I am talking to Malgosia*, who is trying for the third time in this program to get an apartment. She tells me that she literally ran here when her friend, passing by the office the day before applications were due in the afternoon, saw that a line was already forming. She took her place. Gosia tells me that despite spending the night on the street, she still doesn't know if she will receive housing. This is because she is a single mother, and the extra points in the application are for having a partner with a higher education. In the morning I ask her what the situation is.

Papers submitted, it remains to wait. It's been a long time since I experienced such humiliation. On top of that, one of the presidential runners brought fudge and hot water ," she says.
I came at 7:30 and I'm 231st in line ," Kasia throws me.

She hopes she will be able to get in and apply today, because there is a chance the office will be closed a few people ahead of her. She is at the limit of the current capacity, at 1 pm there are still sixty people in front of her.

Ilustracja 2

Illustration 2

© Magdalena Milert

The consequences of the rent gap are serious, both for those who are in it and for society as a whole. The rent gap negatively affects quality of life, health, sense of security and stability, as well as professional and educational development. I'm talking to Anna, whose husband is working, but she can't find a job, on top of that she has health problems.

We are a 2+1 family, we can't afford credit or rent. We live in a townhouse, 43 sq. m. in a room + room with a kitchenette arrangement. We all sleep in one room. The apartment is rented from a family that claims it will be ours someday, but does absolutely nothing about it.

Ania says that "we should probably wait until they die." She feels she is in a stalemate.

Paulina, my next caller, confides in me that she is a typical millennial.

I'm the one in the rent gap, who until a certain point was always one step away from her dream apartment , she says .

She was always a little short of money for her own contribution, and being on her own business due to pandemonium and tightening regulations, despite raising the required amount, she wasn't catching on with her creditworthiness, because the lack of an employment contract suddenly changed everything.

Now I have an employment contract, but the rates have gone so high that this contribution is no longer worth anything, and also the ceiling of earnings to catch with the ability has gone up.
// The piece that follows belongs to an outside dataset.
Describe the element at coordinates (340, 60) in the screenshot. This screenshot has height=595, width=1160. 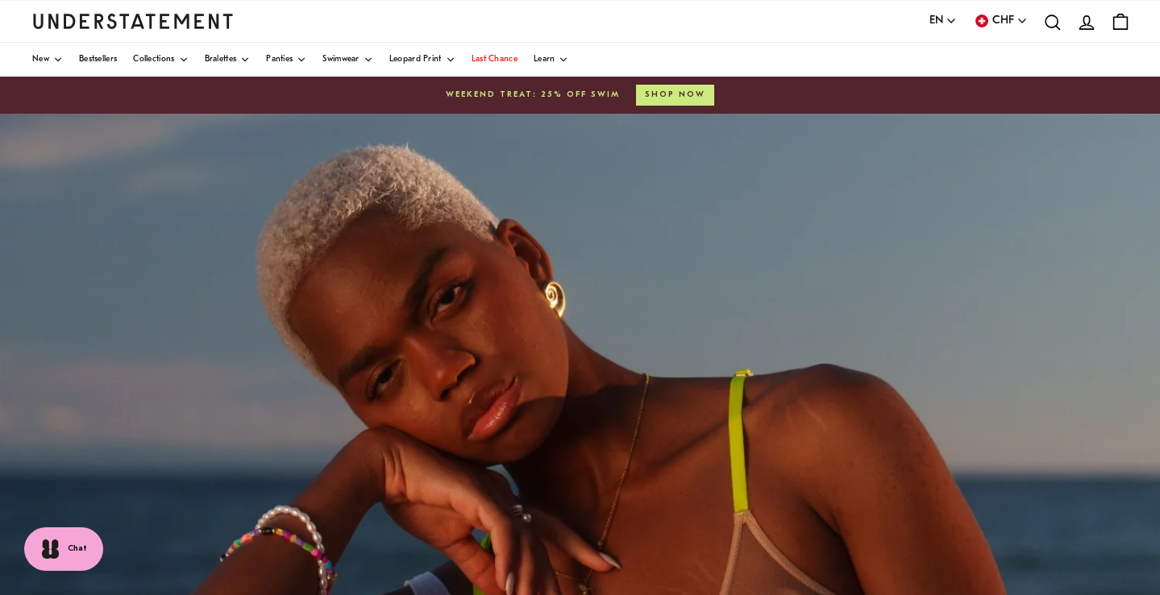
I see `span: Swimwear` at that location.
I am a person with a doctorate, working in the clinical research industry. No chance for my own.

Anita says she bought an apartment after the end of 2019. Rental prices were rising, and she could afford a thirty-square-meter studio in the best-case scenario. On top of that, the landlords' restrictions - you can't change anything, not even period furniture. Renting made it virtually impossible to save money.

I was finally creditworthy at the time, but I borrowed from my family for my own contribution ," she recalls. She bought her small apartment from the secondary market to live in right away, not to finish it from scratch. Her studio apartment - less than fifty square meters - and the loan installment with fees cost her less than it currently costs to rent even a room. I realize that at current prices per meter I would not be able to afford a similar purchase ," she concludes.

The solution to the rent gap, although slowly breaking through on government promises, is for now in the realm of dreams for most citizens. Legal, institutional, financial and organizational changes are needed to build and provide housing that is affordable to low- and middle-income people. I wrote more extensively about proposed solutions in this article. The example from Krakow shows exactly how many people want any kind of roof over their heads.


Magdalena Milert

*Names have been changed for the sake of anonymity.